Enforcing Password Policy
A password policy is a set of rules defining what sequence of characters constitutes an acceptable password. Acceptable passwords generally are too complex for users or automated programs to generate or guess.
Password policies set requirements for password length, character sets that passwords must contain, dictionary words and other values that passwords must not contain. Password policies also require that users not reuse old passwords, and that users change their passwords on a regular basis.
IDM enforces password policy rules as part of the general policy service. The default password policy applies the following rules to passwords as they are created and updated:
A password property is required for any user object.
The value of a password cannot be empty.
The password must include at least one capital letter.
The password must include at least one number.
The minimum length of a password is 8 characters.
The password cannot contain the user name, given name, or family name.
You can change these validation requirements, or include additional requirements, by configuring the policy for passwords.
Passwords are validated in several situations:
- Password change and password reset
Password change refers to users changing their own passwords. Password reset refers to an administrator setting a user or account password on behalf of a user.
By default, IDM validates password values as they are provisioned.
- Password recovery
Password recovery involves recovering a password or setting a new password when the password has been forgotten.
- Password history
You can add validation to prevent reuse of previous password values. For more information, see "Creating a Password History Policy".
- Password expiration
You can use workflows to ensure that users are able to change expiring passwords or to reset expired passwords.
Creating a Password History Policy
The sample described in Store Multiple Passwords For Managed Users shows how to set up a password history policy in a scenario where users have multiple different passwords across resources. You can use the scripts provided in that sample to set up a simple password history policy that prevents managed users from setting the same password that they used previously.
To create a password history policy based on the scripts in the multiple passwords sample, make the following changes to your project:
Copy the
pwpolicy.js
script from the multiple passwords sample to your project'sscript
directory:cp /path/to/openidm/samples/multiple-passwords/script/pwpolicy.js /path/to/openidm/my-project-dir/script/
The
pwpolicy.js
script contains anis-new
policy definition that compares a new field value with the list of historical values for that field.The
is-new
policy takes ahistoryLength
parameter that specifies the number of historical values on which the policy should be enforced. This number must not exceed thehistorySize
that you set inconf/managed.json
to be passed to theonCreate
andonUpdate
scripts.Copy the
onCreate-user-custom.js
andonUpdate-user-custom.js
scripts to your project'sscript
directory:cp samples/multiple-passwords/script/onCreate-user-custom.js /my-project-dir/script/ cp samples/multiple-passwords/script/onUpdate-user-custom.js /my-project-dir/script/
These scripts validate the password history policy when a managed user is created or updated.

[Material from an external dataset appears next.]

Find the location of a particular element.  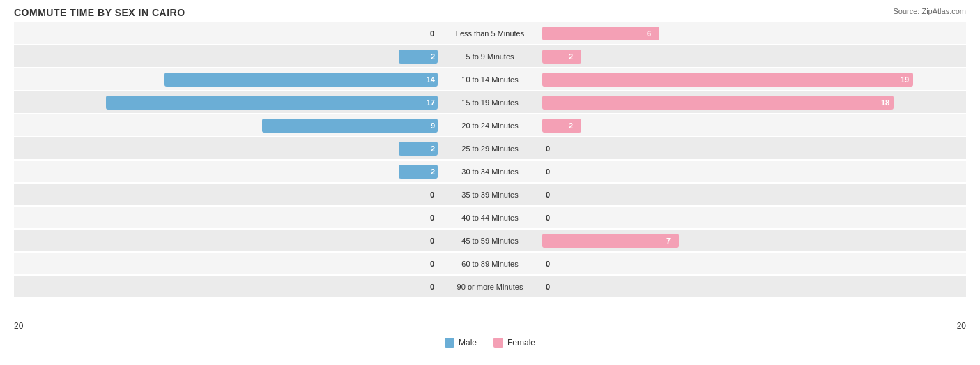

Update your policy configuration (
conf/policy.json
) to reference the new policy definition by adding the policy script to theadditionalFiles
array:{ "type" : "text/javascript", "file" : "policy.js", "additionalFiles": [ "script/pwpolicy.js" ], ... }
Update your project's
conf/managed.json
file as follows:Add a
fieldHistory
property to the managed user object:"fieldHistory" : { "title" : "Field History", "type" : "object", "viewable" : false, "searchable" : false, "userEditable" : false, "scope" : "private" }
The value of this field is a map of field names to a list of historical values for that field. These lists of values are used by the
is-new
policy to determine if a new value has already been used.Update the managed user object to call the scripts when a user is created, updated:
"name" : "user", "onCreate" : { "type" : "text/javascript", "file" : "script/onCreate-user-custom.js", "historyFields" : [ "password" ], "historySize" : 4 }, "onUpdate" : { "type" : "text/javascript", "file" : "script/onUpdate-user-custom.js", "historyFields" : [ "password" ], "historySize" : 4 }, ...
Important
If you have any other script logic that is executed on these events, you must update the scripts to include that logic, or add the password history logic to your current scripts.
Add the
is-new
policy to the list of policies enforced on thepassword
property of a managed user. Specify the number of historical values that the policy should check inhistoryLength
property:"password" : { ... "policies" : [ { "policyId" : "at-least-X-capitals", "params" : { "numCaps" : 1 } }, ... { "policyId" : "is-new", "params" : { "historyLength" : 4 } }, ... ] }
You should now be able to test the password history policy by creating a new managed user, and having that user update their password. If the user specifies the same password used within the previous four passwords, the update request is denied with a policy error.